The three most prevalent threats plaguing the internet have been found to be cryptocurrency miners.
In its latest analysis of the internet’s most pressing malware hazards, cybersecurity group Check Point ranked the supposedly neutral Monero-mining script CoinHive in first place – for the thirteenth month in a row, reports ZDNet.
Open-source Monero-mining software XMRig was named the second most prevalent, followed by browser-embeddable cryptocurrency miner JSECoin, known as a direct competitor of CoinHive.
Check Point analysts noted CoinHive for impacting 12 percent of organizations worldwide, while XMRig and JSECoin were found reaching 8 and 7 percent respectively.
CoinHive and JSECoin generally work in the same way. They are small pieces of code which can be placed inside websites that use the computing power of the visitor to mine cryptocurrency.
In the case of CoinHive, it mines the anonymity-focused cryptocurrency Monero. While many non-profit organizations have employed CoinHive to convert vistors’ computing power into charitable donatons, hackers have used it to force more than 400,000 routers around the world to mine Monero surreptitiously.
Indeed, cryptojacking with CoinHive is so lucrative that at one point last year, academics from Germany’s RWTH Aachen University determined the script was directly responsible for generating $250,000 every single month.
The XMRig “malware” is a little bit different. It’s actually stock-standard software utilized by the Monero community, publicly available on GitHub.
But cyberbaddies have exploited its accessibility. Researchers found a startling number of “droppers,” which are special Trojan horse viruses, were automatically downloading XMRig to be run on machines while the user was unaware.
This led to GitHub being named specifically as the number one site for hosting cryptocurrency mining malware, with current estimates suggesting cryptojackers have earned roughly $1.2 million per month over the past four years.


The lines to return are those below that contain the word "this".
::::
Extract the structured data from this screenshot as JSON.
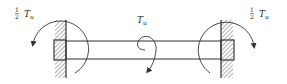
{
  "diagram": {
    "labels": {
      "left_reaction": {
        "coef_num": "1",
        "coef_den": "2",
        "symbol": "T",
        "subscript": "u"
      },
      "right_reaction": {
        "coef_num": "1",
        "coef_den": "2",
        "symbol": "T",
        "subscript": "u"
      },
      "applied_torque": {
        "symbol": "T",
        "subscript": "u"
      }
    },
    "colors": {
      "line": "#333333",
      "hatch": "#555555",
      "background": "#ffffff"
    }
  }
}
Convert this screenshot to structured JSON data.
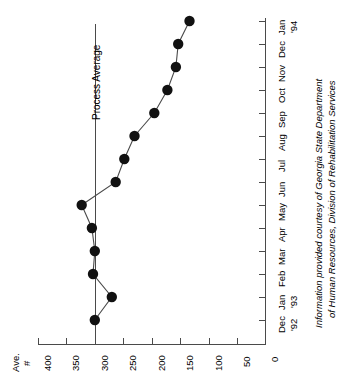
{
  "chart_data": {
    "type": "line",
    "title": "",
    "orientation": "rotated-90",
    "xlabel": "",
    "ylabel": "Ave. #",
    "ylabel_lines": [
      "Ave.",
      "#"
    ],
    "categories": [
      "Dec",
      "Jan",
      "Feb",
      "Mar",
      "Apr",
      "May",
      "Jun",
      "Jul",
      "Aug",
      "Sep",
      "Oct",
      "Nov",
      "Dec",
      "Jan"
    ],
    "category_years": [
      "'92",
      "'93",
      "",
      "",
      "",
      "",
      "",
      "",
      "",
      "",
      "",
      "",
      "",
      "'94"
    ],
    "values": [
      300,
      270,
      303,
      300,
      305,
      323,
      263,
      248,
      230,
      195,
      172,
      157,
      153,
      133
    ],
    "ylim": [
      0,
      400
    ],
    "yticks": [
      400,
      350,
      300,
      250,
      200,
      150,
      100,
      50,
      0
    ],
    "ytick_labels": [
      "400",
      "350",
      "300",
      "250",
      "200",
      "150",
      "100",
      "50",
      "0"
    ],
    "grid": false,
    "legend": null,
    "annotations": [
      {
        "name": "process-average-line",
        "label": "Process Average",
        "value": 300
      }
    ]
  },
  "annotations": {
    "process_average_label": "Process Average"
  },
  "axis": {
    "y_title_line1": "Ave.",
    "y_title_line2": "#"
  },
  "caption": {
    "line1": "Information provided courtesy of Georgia State Department",
    "line2": "of Human Resources, Division of Rehabilitation Services"
  },
  "colors": {
    "marker": "#111111",
    "line": "#4a4a4a",
    "axis": "#4a4a4a",
    "background": "#ffffff"
  }
}
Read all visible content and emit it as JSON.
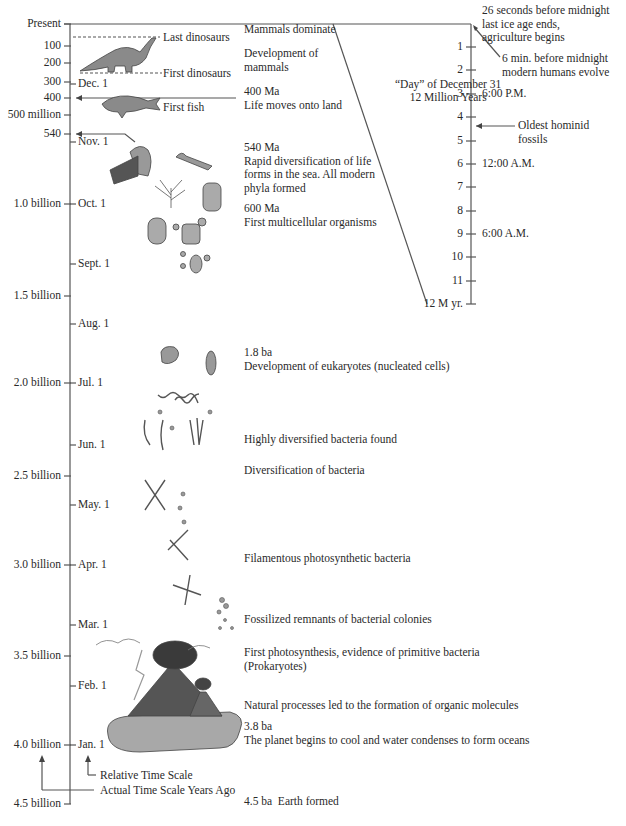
::::
[Exercise output]:
Extract the structured data from this screenshot as JSON.
Convert this screenshot to structured JSON data.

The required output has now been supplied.